A representative of Shifeng Decorative Lighting Co based in Yiwu in East China's Zhejiang Province, who only gave his surname as Ying, said that the depreciation "is good for our business and we're pocketing more profits."

Comparing to the yuan's high exchange rate against the US dollar in 2018, Ying said that his US clients lost about 10 to 15 percent of their sales and there was a 15 to 20 percent profit drop per order.

Ying is also suggesting that his clients up to their buys because of the external events currently happening in trade.

Liu Xiangying, vice general manager of Korra Bath Ware Co, a sanitary product producer focused on exports that are based in Foshan, south China's Guangdong Province said that compared to last year when the current external events on trade started happening and the yuan was still up, it hadn't been favorable for his business as well.

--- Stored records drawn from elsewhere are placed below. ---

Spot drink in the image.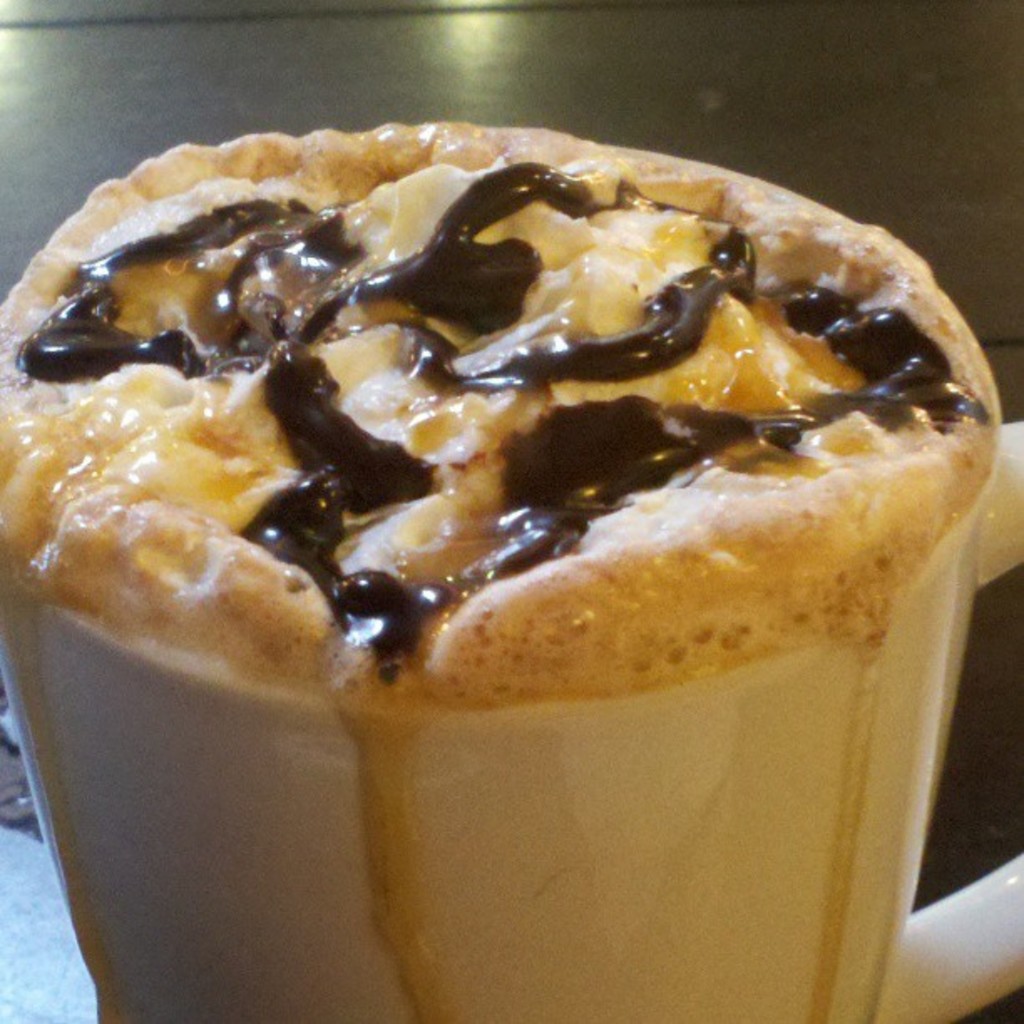
drink found at <bbox>0, 122, 997, 1022</bbox>.
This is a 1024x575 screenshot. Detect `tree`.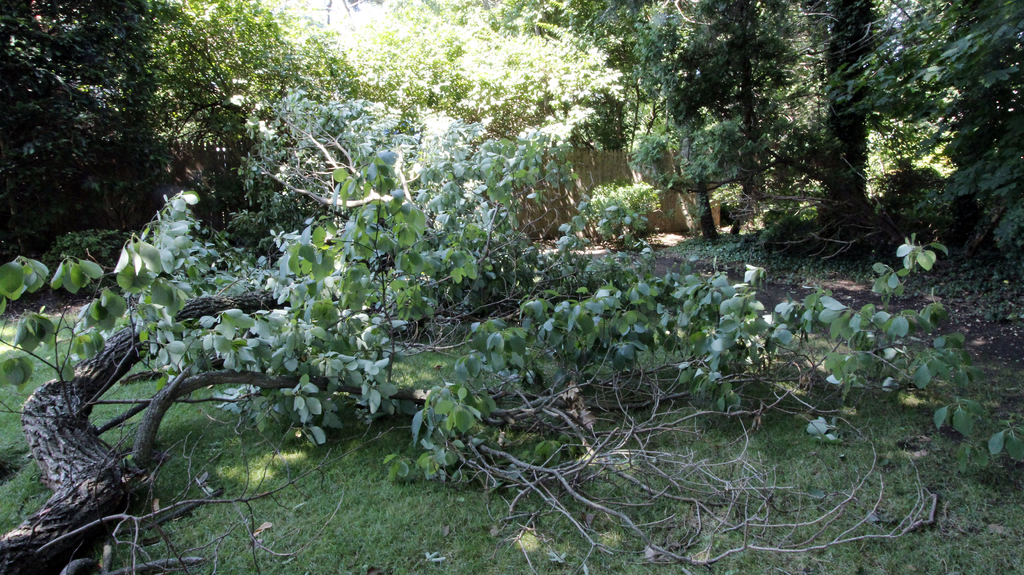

Another testimony to the pressure the tariffs had on business when the yuan still up had been from Vincent Zhang, chairman of Zhongyuan Creative, an electric wire manufacturer located in Foshan who said that the depreciation can cushion some of the pressure of US tariffs.

Zhang admitted it wasn't that favorable to his business at first having "lost some money because of the exchange rate."

A senior research fellow at the Chinese Academy of Macroeconomic Research, Yang Changyong said that China's foreign trade companies should focus on the two-way fluctuation of the currency and continually enhance their product competitiveness and not the exchange rate.

Yang confirmed that the foreign trade situation in the second half of 2019 is likely to show a steady and favorable trend.

The State Council, China's cabinet said that in order to keep foreign trade stable, the county will expand opening-up, focus on market-oriented reforms and look into economic means.

When it comes to the exchange rate, Yang said, "there won't be drastic fluctuations" and it will stay at a reasonable and steady range.

China's yuan was set at 7.0268 per US dollar on Thursday, August 15.

Beijing started lowering the yuan in 2019 on August 5.

It was eleven years ago that the exchange rate of the yuan against the US dollar at 7.

The International Monetary Fund (IMF) backs up the yuan's exchange rate saying that it was in line with the country's economic fundamentals and that there was no sign the country's central bank meddled.